When we pray we are being prayed in. We meditate to cultivate the simple awareness that whatever we happen to be doing, at any moment, is happening in God, in whom we live and move and have our being.

And if we need help with this, we don’t have to look very far. We all benefit from finding good teachers and a loving community to grow within. But we are living Temples, and the greatest teacher of all is close at hand; the very ground of who we are.

We must practice moment by moment turning back to God, turning from all that ensnares our attention. We must practice to step back from all our words and pictures and sit silently before God. A very simple practice, but not easy and one which takes time to cultivate.

And sometimes we just ought to be silent. Because God is always speaking. In fact he never stops speaking. Each one of us is a word being spoken by God right now, uniquely loved, completely known.

You might say that to shut up sometimes is the least we can do. You might say it is just good manners. You might say that we just need to learn to get out of the way. And a large part of getting out the way comes down to understanding and dealing with our own acquisitive and self-orientated habits.

We need to listen. We need to listen to the Word, so we can give it away in the service of others. We need to see clearly, so we can see our neighbour, the mystery and uniqueness and beauty of their being – so we can see God in our neighbour and our neighbour in God.

From a private paper written for me by the late Dom Sylvester Houedard OSB, headed ‘Rough Notes on Mind’, contributing to a dissertation I was writing on the selective non-treatment of severely disabled new-born children (set out below, as typed, in Dom Sylvester’s characteristic style)

MIND or MENS or SEMs is the ability to know, the possibility of knowing.

At one level the things we know are beings and each human is a being.
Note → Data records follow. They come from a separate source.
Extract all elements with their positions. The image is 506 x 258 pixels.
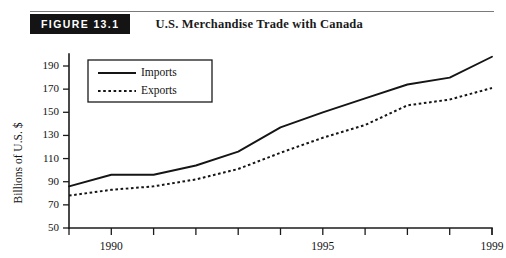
y-tick-label-190: 190 xyxy=(43,59,60,71)
y-tick-label-130: 130 xyxy=(43,128,60,140)
y-tick-label-50: 50 xyxy=(48,221,60,233)
y-axis-title: Billions of U.S. $ xyxy=(12,122,24,203)
figure-container: FIGURE 13.1 U.S. Merchandise Trade with … xyxy=(0,0,506,258)
x-tick-label-1999: 1999 xyxy=(481,240,504,252)
x-tick-label-1990: 1990 xyxy=(100,240,123,252)
y-tick-label-70: 70 xyxy=(48,198,60,210)
y-tick-label-150: 150 xyxy=(43,105,60,117)
x-axis: 199019951999 xyxy=(69,228,504,252)
figure-number-badge: FIGURE 13.1 xyxy=(30,14,130,34)
legend-label-exports: Exports xyxy=(141,84,177,97)
chart-plot-area: 507090110130150170190 199019951999 Billi… xyxy=(0,38,506,258)
y-tick-label-90: 90 xyxy=(48,175,60,187)
y-tick-label-170: 170 xyxy=(43,82,60,94)
x-tick-label-1995: 1995 xyxy=(311,240,334,252)
header-rule xyxy=(30,11,494,12)
series-line-exports xyxy=(69,88,492,196)
line-chart-svg: 507090110130150170190 199019951999 Billi… xyxy=(0,38,506,258)
figure-header: FIGURE 13.1 U.S. Merchandise Trade with … xyxy=(30,14,363,34)
y-axis: 507090110130150170190 xyxy=(43,54,70,233)
chart-legend: ImportsExports xyxy=(88,60,212,102)
figure-title: U.S. Merchandise Trade with Canada xyxy=(155,14,363,34)
legend-label-imports: Imports xyxy=(141,66,177,79)
y-tick-label-110: 110 xyxy=(43,152,60,164)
This is the level of Buddhist ‘conventional truth’ – ie the conventional truth about a thing, that is is, that we are. At this level we can talk of God as ‘the supreme being’.

At a deeper level, any thing  that we know is not a being but a becoming and each human being is a becoming. This is the level of Buddhist ‘ultimate truth’ – ie the ultimate truth about a thing, that it is ’empty’, that we are ’empty’ – ie empty of svabhavasiddhi, of the power of ‘self-being’, of ‘a-seitas’ (from-self-ness), ie it is (we are) the effect of cause – not some long-ago cause but of a cause present each instant. Everything is (we all are) ‘ab-alio’ (from non-self, from other). At this level we say God is being but we become; God alone is, things and people become.

With regard to mind as possibility of knowing (and of knowing this) there is one thing we know with absolute certitude tho (as Ibn’ Arabi says) most people find it difficult since the only way of knowing it as a ‘home truth’ (in Zen terms) and not just as something we are told by other people, which is only ‘bought treasure’, is by meditation and it is the meditation (not the obvious truth to which meditation is a gate) which people find difficult. Ch’an/Zen developed out of this difficulty as a method for teaching novices to know it for themselves, to know the moon and not the pointing-finger.